Federal Reserve Chairman Jerome Powell explains the U.S. central bank’s economic approach, including how it will address its previous 2% inflation goal over the next decade.
CoinDesk’s First Mover Editor, Bradley Keoun, has already laid out the implications for the crypto space – you can read his article here.
We’ll be updating live through the event, and you can watch the livestream here.
Check back at 9:00 a.m. Eastern for CoinDesk’s real-time analysis.
BK (8:40): The Federal Reserve has pumped about $3 trillion into the financial system this year to help markets recover from the devastating economic toll of the coronavirus. So far, consumer prices have stayed muted, perhaps due to the deflationary impact of slowing demand for goods and services from households and businesses. Powell is expected to discuss whether to explicitly embrace a new policy of allowing inflation to run above the central bank’s 2% annual target. That way, above-target inflation would offset periods of time (such as most of the past decade) where price rises have undershot the target.
Such an explicit commitment would imply to traders that the Fed would stay unusually dovish on inflation for years to come — letting inflation run hot, which likely could push up prices dollar-denominated assets like stocks, gold and bitcoin, since the currency’s purchasing power would be weakening by definition.
Bloomberg News reported on Wednesday that the Fed might keep short-term interest rates close to zero for five years or more, under a policy that could be unveiled as soon as next month.
ND (8:40): Thirty minutes before Powell opens at the Jackson Hole Fed symposium, hosted by the Kansas City Fed, and the big question in and out of crypto will remain the economy. While Powell’s keynote remarks are likely to draw the most attention, it’ll be just as interesting to see what the panelists and guest speakers through the rest of the two-day symposium say.
Last year saw now-former Bank of England governor Mark Carney discuss the need for a financial system which moves away from the dollar. That’s significant in and of itself, but he coupled the suggestion with the idea that a synthetic hegemonic currency, created through a network of central bank digital currencies, could act as the dollar’s replacement (among other alternatives). Carney’s successor, Andrew Bailey, will take the virtual stage Friday.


● Task requirements
Transcribe exactly everything in the data below from the line containing "Task: Click on" down to the line containing "The image size", both lines included and nothing further.

● Available records
---------------
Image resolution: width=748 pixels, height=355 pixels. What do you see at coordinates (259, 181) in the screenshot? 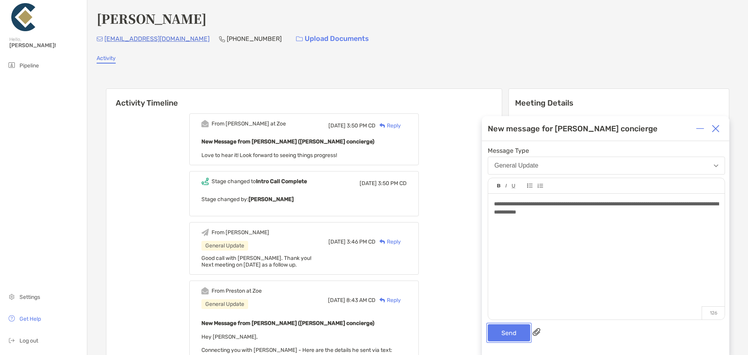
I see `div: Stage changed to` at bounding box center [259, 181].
---------------
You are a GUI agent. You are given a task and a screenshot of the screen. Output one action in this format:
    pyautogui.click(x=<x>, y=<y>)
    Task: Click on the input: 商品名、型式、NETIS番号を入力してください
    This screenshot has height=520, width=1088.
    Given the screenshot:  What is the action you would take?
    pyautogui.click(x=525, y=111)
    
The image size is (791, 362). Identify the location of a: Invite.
---------------
● Output for this exercise
    Task: Click on the input: 商品名、型式、NETIS番号を入力してください
    This screenshot has height=520, width=1088.
    Given the screenshot:  What is the action you would take?
    pyautogui.click(x=525, y=111)
    
The image size is (791, 362). Identify the location of a: Invite.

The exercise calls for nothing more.